Media dismisses promise of Trump-Kim summit

Published June 12, 2018 6:07pm ET



Many in the media are already casting President Trump’s summit with North Korean leader Kim Jong Un as a loss for Trump, even though it remains unclear where the talks might lead after the two leaders reaffirmed their commitment to work toward the denuclearization of the Korean Peninsula.

[Byron York: On North Korea, a president who tried something different]

Liberal New York Times columnist Nicholas Kristof wrote immediately after the meeting that, “It sure looks as if President Trump was hoodwinked in Singapore,” where the summit took place Tuesday.

He said that Trump was “out-negotiated” by Kim, noting that the president said after the meeting that the U.S. would halt joint military exercises with South Koreans in exchange for a process that could see North Korea abandoning its nuclear weapons development program.

Margaret Sullivan, a media critic for the Washington Post, said news coverage of the meeting wasn’t critical enough, since Trump made little mention publicly of North Korea’s history of human rights abuse and the signed agreement was a statement of intention that lacked details or enforcement mechanisms.

“[T]he mainstream media seems to simply lack the tools — or possibly the will — to get that kind of dissent across,” she wrote. “Because of wall-to-wall media coverage, carefully choreographed visuals and the usual Trumpian bluster, the Singapore summit largely came across as a triumph of personal diplomacy by the president.”

At the meeting, Trump and Kim repeatedly shook hands and smiled for news cameras. Trump complimented Kim multiple times, calling him “talented” and said he “loves his people,” which some said appeared to be attempts at fostering a potential personal relationship.

On ABC’s “The View,” Meghan McCain said she was bothered by the interaction.

“This is a totalitarian communist dictator in the same vein as Hitler — murder, enslavement, imprisonment, sexual violence, starvation, forced abortions, political, racial, religious persecution,” she said. “My problem was with how far it went, with the sort of buddy-buddy and there was no talk whatsoever of the human rights violations.”

The joint agreement signed by Trump and Kim was meant as the beginning of an effort to develop a more specific plan to get North Korea to denuclearize, as it stated that the U.S. and Pyongyang “commit to hold follow-on negotiations” to be held “at the earliest possible date, to implement the outcomes of the U.S.–[North Korea] summit.”

Trump said in media interviews and a press conference after the meting that he considered it successful and that he trusted Kim intended to follow through on the promise to denuclearize.

Before those comments, liberal MSNBC host Lawrence O’Donnell said he wouldn’t believe Trump’s own account of the encounter, the first part of which was only attended by Trump, Kim and two translators.

“Donald Trump we know will lie about what was said in that room,” O’Donnell said. “He might also say something true that was said in that room. That might happen. He will also take something that was said in that room and twist it to his advantage in a way that a lot of politicians might. But he will definitely, without question, invent things that were not said in that room, and claim they were.”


What the exercise asks: Pull from the data below each line where the word "marks" occurs, and copy it.

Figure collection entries
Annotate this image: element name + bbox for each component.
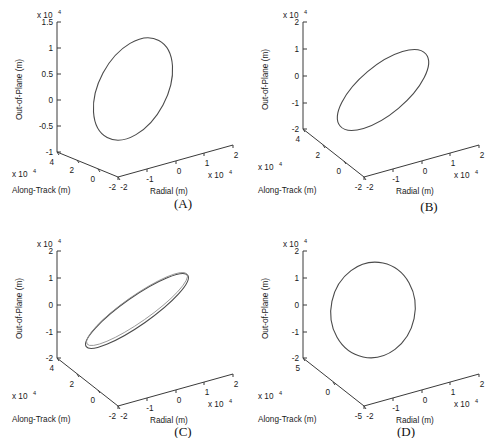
z-tick-marks xyxy=(303,22,307,129)
panel-d: x 10 4 2 1 0 -1 -2 Out-of-Plane (m) 5 0 … xyxy=(246,219,492,438)
z-tick-label: -1 xyxy=(46,148,54,157)
y-axis-exponent-sup: 4 xyxy=(279,390,282,396)
z-tick-label: -2 xyxy=(46,354,54,363)
y-axis-exponent: x 10 xyxy=(12,170,28,179)
x-axis-exponent: x 10 xyxy=(454,400,470,409)
y-axis-title: Along-Track (m) xyxy=(12,186,71,195)
z-tick-label: 0 xyxy=(48,301,53,310)
axis-line-along-track xyxy=(57,152,118,177)
z-tick-label: 2 xyxy=(294,247,299,256)
z-axis-title: Out-of-Plane (m) xyxy=(15,278,24,339)
y-tick-label: 0 xyxy=(336,167,341,176)
z-tick-label: -2 xyxy=(292,354,300,363)
y-tick-label: -2 xyxy=(109,183,117,192)
figure-panel-grid: x 10 4 1.5 1 0.5 0 -0.5 -1 Out-of-Plane … xyxy=(0,0,492,438)
z-tick-label: -1 xyxy=(292,328,300,337)
axis-line-along-track xyxy=(303,129,364,177)
x-tick-label: 2 xyxy=(480,151,485,160)
y-axis-exponent: x 10 xyxy=(258,392,274,401)
x-axis-exponent: x 10 xyxy=(208,400,224,409)
x-tick-label: 1 xyxy=(451,159,456,168)
x-axis-exponent-sup: 4 xyxy=(475,169,478,175)
x-tick-label: -1 xyxy=(146,404,154,413)
z-tick-label: 1 xyxy=(294,274,299,283)
z-tick-label: 1 xyxy=(294,45,299,54)
y-axis-exponent-sup: 4 xyxy=(279,161,282,167)
panel-b: x 10 4 2 1 0 -1 -2 Out-of-Plane (m) 4 2 … xyxy=(246,0,492,219)
x-axis-title: Radial (m) xyxy=(150,187,188,196)
z-tick-label: 0 xyxy=(294,301,299,310)
z-tick-label: 1 xyxy=(48,44,53,53)
orbit-curve-secondary xyxy=(80,263,195,354)
z-tick-marks xyxy=(303,251,307,358)
z-axis-title: Out-of-Plane (m) xyxy=(261,278,270,339)
x-tick-label: 2 xyxy=(234,151,239,160)
z-tick-marks xyxy=(57,251,61,358)
y-axis-exponent-sup: 4 xyxy=(33,390,36,396)
y-axis-title: Along-Track (m) xyxy=(258,415,317,424)
x-axis-exponent: x 10 xyxy=(454,171,470,180)
panel-a: x 10 4 1.5 1 0.5 0 -0.5 -1 Out-of-Plane … xyxy=(0,0,246,219)
z-tick-label: 0 xyxy=(294,72,299,81)
orbit-curve xyxy=(325,36,442,145)
y-axis-title: Along-Track (m) xyxy=(12,415,71,424)
y-tick-label: -5 xyxy=(355,412,363,421)
z-tick-label: -1 xyxy=(46,328,54,337)
y-tick-label: 5 xyxy=(295,364,300,373)
z-axis-exponent-sup: 4 xyxy=(304,238,307,244)
x-tick-label: 1 xyxy=(451,388,456,397)
orbit-curve xyxy=(78,264,196,358)
y-tick-label: 2 xyxy=(69,380,74,389)
y-axis-exponent: x 10 xyxy=(258,163,274,172)
y-axis-exponent-sup: 4 xyxy=(33,168,36,174)
x-axis-title: Radial (m) xyxy=(396,187,434,196)
z-tick-label: -1 xyxy=(292,99,300,108)
y-tick-label: 4 xyxy=(49,364,54,373)
z-tick-marks xyxy=(57,22,61,152)
x-tick-label: -2 xyxy=(366,412,374,421)
z-axis-exponent-sup: 4 xyxy=(58,9,61,15)
z-tick-label: 0.5 xyxy=(42,70,54,79)
x-tick-label: -2 xyxy=(120,412,128,421)
x-tick-label: -1 xyxy=(146,175,154,184)
x-tick-label: 1 xyxy=(205,159,210,168)
panel-letter: (C) xyxy=(174,424,191,438)
x-tick-label: -2 xyxy=(120,183,128,192)
y-tick-label: 0 xyxy=(90,175,95,184)
x-axis-exponent-sup: 4 xyxy=(229,398,232,404)
x-tick-label: 2 xyxy=(234,380,239,389)
z-axis-title: Out-of-Plane (m) xyxy=(15,59,24,120)
y-axis-title: Along-Track (m) xyxy=(258,186,317,195)
x-tick-label: 0 xyxy=(177,167,182,176)
z-tick-label: 0 xyxy=(48,96,53,105)
panel-letter: (B) xyxy=(420,199,437,214)
z-tick-label: 1 xyxy=(48,274,53,283)
x-tick-label: 2 xyxy=(480,380,485,389)
x-tick-label: -1 xyxy=(392,175,400,184)
z-axis-exponent-sup: 4 xyxy=(304,9,307,15)
y-tick-label: 2 xyxy=(315,151,320,160)
z-axis-title: Out-of-Plane (m) xyxy=(261,49,270,110)
x-tick-label: 1 xyxy=(205,388,210,397)
orbit-curve xyxy=(77,24,189,153)
panel-c: x 10 4 2 1 0 -1 -2 Out-of-Plane (m) 4 2 … xyxy=(0,219,246,438)
z-tick-label: 2 xyxy=(48,247,53,256)
y-axis-exponent: x 10 xyxy=(12,392,28,401)
x-tick-label: 0 xyxy=(423,396,428,405)
x-axis-exponent-sup: 4 xyxy=(475,398,478,404)
y-tick-label: -2 xyxy=(109,412,117,421)
y-tick-label: 4 xyxy=(295,135,300,144)
y-tick-label: 4 xyxy=(49,158,54,167)
x-tick-label: -1 xyxy=(392,404,400,413)
z-tick-label: 1.5 xyxy=(42,18,54,27)
z-axis-exponent-sup: 4 xyxy=(58,238,61,244)
y-tick-label: 2 xyxy=(69,166,74,175)
orbit-curve xyxy=(322,254,424,365)
panel-letter: (D) xyxy=(397,424,415,438)
x-tick-label: -2 xyxy=(366,183,374,192)
x-tick-label: 0 xyxy=(177,396,182,405)
panel-letter: (A) xyxy=(174,196,192,211)
axis-line-along-track xyxy=(57,358,118,406)
y-tick-label: -2 xyxy=(355,183,363,192)
z-tick-label: -0.5 xyxy=(39,122,54,131)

Problem solution:
z-tick-marks xyxy=(303,22,307,129)
z-tick-marks xyxy=(303,251,307,358)
z-tick-marks xyxy=(57,251,61,358)
z-tick-marks xyxy=(57,22,61,152)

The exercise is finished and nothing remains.